The first details about China’s new “dual circulation” economic strategy are emerging.
Beijing will deny it, but its new plan is another nail in the coffin of multilateralism, and yet more evidence of the desire of the great powers to put the needs of their own market above everyone and everything else.
“It’s protectionism, plain and simple,” says Alicia Garcia-Herrero, chief economist for Asia Pacific at Natixis.
The new model will be unveiled next month at a meeting of the Chinese Communist Party’s central committee.
All the signs suggest China will set out medium-term plans to be more internally reliant while remaining an export powerhouse. In short, it’s a brash and bold attempt by Asia’s largest economy to get the best of both worlds.
Some analysts scoff at the new dual-circulation model. They say Beijing is tying itself in knots to formulate a strategy that it can claim to have invented itself, rather than plucked from a foreign playbook or textbook.
Two tenets
Yet it is it underpinned by two fairly simple and fundamental tenets.
First, it wants to radically reduce its dependence on imports – particularly in areas such as advanced manufacturing. That’s bad news for Japan, South Korea and Germany – indeed any country that exports high-end, high-value intermediate goods to China.
Second, it wants to become self-sufficient in areas where it is deficient – specifically in areas such as artificial intelligence and advanced semiconductors.

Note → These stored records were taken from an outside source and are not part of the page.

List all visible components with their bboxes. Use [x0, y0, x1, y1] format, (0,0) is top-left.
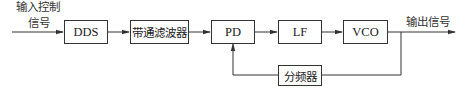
pd-block: PD	[211, 20, 255, 44]
output-label: 输出信号	[406, 16, 450, 29]
input-label-line1: 输入控制	[16, 1, 60, 14]
divider-block: 分频器	[278, 65, 322, 86]
lf-block: LF	[278, 20, 322, 44]
divider-to-pd-arrow	[233, 44, 278, 75]
connection-lines	[0, 0, 462, 96]
input-label-line2: 信号	[28, 17, 50, 30]
dds-block: DDS	[64, 20, 108, 44]
bandpass-filter-block: 带通滤波器	[130, 20, 189, 44]
vco-block: VCO	[343, 20, 388, 44]
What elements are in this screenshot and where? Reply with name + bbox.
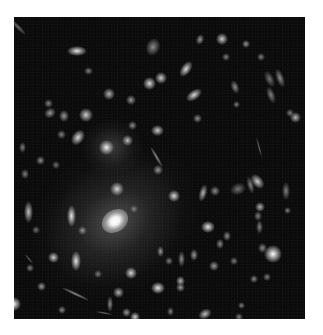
galaxy — [32, 226, 40, 234]
galaxy — [19, 142, 26, 153]
galaxy — [151, 282, 165, 294]
galaxy — [242, 40, 250, 48]
galaxy — [58, 306, 66, 314]
galaxy — [110, 182, 124, 196]
galaxy — [67, 46, 87, 56]
galaxy — [67, 205, 76, 227]
galaxy — [122, 135, 133, 146]
galaxy — [201, 221, 215, 233]
galaxy — [250, 275, 258, 283]
galaxy — [130, 312, 140, 319]
galaxy — [103, 88, 115, 100]
galaxy — [284, 207, 291, 214]
galaxy — [230, 257, 238, 265]
galaxy — [290, 112, 301, 123]
galaxy — [113, 287, 124, 298]
galaxy — [193, 114, 202, 123]
galaxy — [36, 156, 45, 165]
galaxy — [48, 252, 59, 263]
galaxy — [21, 169, 29, 179]
galaxy — [59, 110, 69, 122]
galaxy — [209, 261, 219, 271]
galaxy — [78, 226, 87, 235]
figure-caption — [14, 322, 305, 335]
galaxy — [24, 201, 33, 223]
galaxy — [151, 125, 164, 136]
galaxy — [57, 130, 66, 139]
galaxy — [143, 77, 156, 90]
galaxy — [125, 267, 137, 279]
galaxy — [167, 307, 174, 316]
galaxy — [79, 108, 93, 122]
galaxy — [99, 140, 114, 155]
galaxy — [216, 239, 224, 249]
galaxy — [130, 205, 138, 213]
galaxy — [233, 101, 240, 108]
galaxy — [223, 231, 231, 241]
galaxy — [257, 53, 265, 61]
galaxy — [26, 264, 34, 272]
page — [0, 0, 323, 335]
galaxy — [126, 95, 136, 105]
galaxy — [52, 161, 60, 169]
galaxy — [264, 245, 282, 263]
galaxy — [157, 246, 164, 257]
galaxy — [128, 121, 137, 130]
galaxy — [176, 283, 185, 292]
galaxy — [165, 257, 173, 265]
galaxy — [107, 296, 113, 312]
galaxy — [235, 313, 243, 319]
galaxy — [44, 99, 53, 108]
galaxy — [256, 220, 263, 234]
galaxy — [178, 251, 185, 267]
galaxy — [94, 270, 102, 278]
galaxy — [84, 67, 93, 75]
galaxy-cluster-photo — [14, 17, 305, 319]
galaxy — [155, 72, 167, 84]
galaxy — [210, 186, 220, 196]
galaxy — [37, 282, 46, 291]
galaxy — [238, 302, 245, 309]
galaxy — [168, 190, 180, 202]
galaxy — [222, 53, 230, 61]
galaxy — [263, 273, 271, 281]
galaxy — [216, 33, 228, 45]
galaxy — [282, 182, 290, 200]
galaxy — [71, 251, 81, 271]
galaxy — [190, 249, 198, 261]
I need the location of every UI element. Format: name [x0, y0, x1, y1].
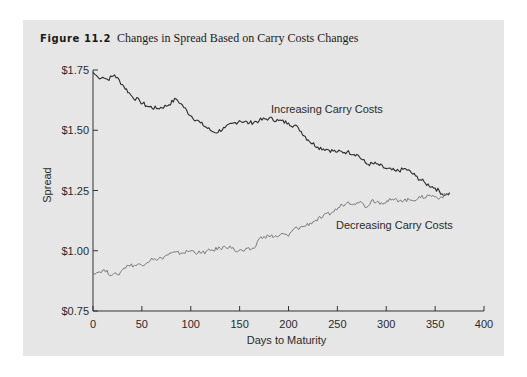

When the US commerce department placed Huawei and leading China’s AI firms on a list that stops them buying advanced software and semiconductors from American firms, it caught the country’s leaders flat-footed.
The Centre for International Governance Innovation, a Canada-based think tank, said
in a March 2020 report that Beijing still “has a long way to go to reduce the huge technology gap that separates it from the United States”.

Its dual-circulation policy is designed to bridge that gap – though this will not happen overnight, or even in a handful of years.
Some liken it to the rebalancing strategy China adopted after the global financial crisis (GFC), which staved off recession by boosting domestic demand and consumption.
But those comparisons are wide of the mark, and for two reasons.
First, China’s post-2008 rebalancing worked by sucking in imports to meet the needs of a bigger, richer consumer base. This time around, it wants to reverse the flow, by making the kind of advanced goods its consumers and producers covet, and which will transform the country into – it hopes – a wealthy and advanced economy.
Second, it reflects Beijing’s acceptance that it is at (commercial) war with the US.
This is a US-created shock, and China is reacting by protecting itself
Alicia Garcia-Herrero, Natixis

“The GFC was an external shock. This is a US-created shock, and China is reacting by protecting itself,” says Natixis’ Garcia-Herrero.
She describes the new strategy as “not a capricious move by the Chinese leadership but [as] a hedging response to the changing nature of Beijing’s relations with the US as the leading global power”.
Over a few short years, relations between the two great powers have devolved from deep engagement to decoupling.
China’s grand new plan is being introduced at the worst possible time. In its latest World Economic Outlook, published in June, the IMF tipped the US economy to shrink by 8% year-on-year in 2020, with the UK and the euro area both shrinking by 10.2%.
Yet China has bucked the trend. Its economy grew 3.2% year-on-year in the second quarter. Export growth accelerated in August, rising 9.5% year-on-year, to $235 billion, even as import growth fell 2.1%. Exports to the US jumped 20% in August, despite tariff hikes imposed by president Donald Trump.
“China’s exports are increasing even as the world collapses,” says Garcia-Herrero. “China is not in a hole, but it is still introducing a new economic plan that hurts the world and benefits itself as much as possible.”
Beijing doesn’t want to shut itself off from the world – it still needs basic inputs such as soybeans and iron ore. But its aim is clear – to ensure that it controls who it buys from, how and in what quantities.
Perfect symmetry
Can China pull it off? The dual-circulation model is “much easier to talk about than to pull off”, notes Michael Pettis, professor of finance at Peking University’s Guanghua School of Management.
It requires a perfect symmetry of external circulation (more exports) and internal circulation (more production, distribution and consumption of home-made goods). But to do so, China needs to kick-start household consumption and find a way to massively boost incomes, neither of which will be easy.
The consumption share of GDP rose by just 2 percentage points between 2007-2019. It is set to decline this year as a direct result of Beijing’s production-fuelled response to the pandemic.
Neither is it clear that leading powers, be they exporters such as Germany or Japan, or a bellicose US, be it under the aegis of a Democratic or Republican White House, will let Beijing get away with it.
“This isn’t going to be popular, particularly at a time when the world is gasping for demand” for its products, says Pettis. “It will only lead to more trade conflicts.”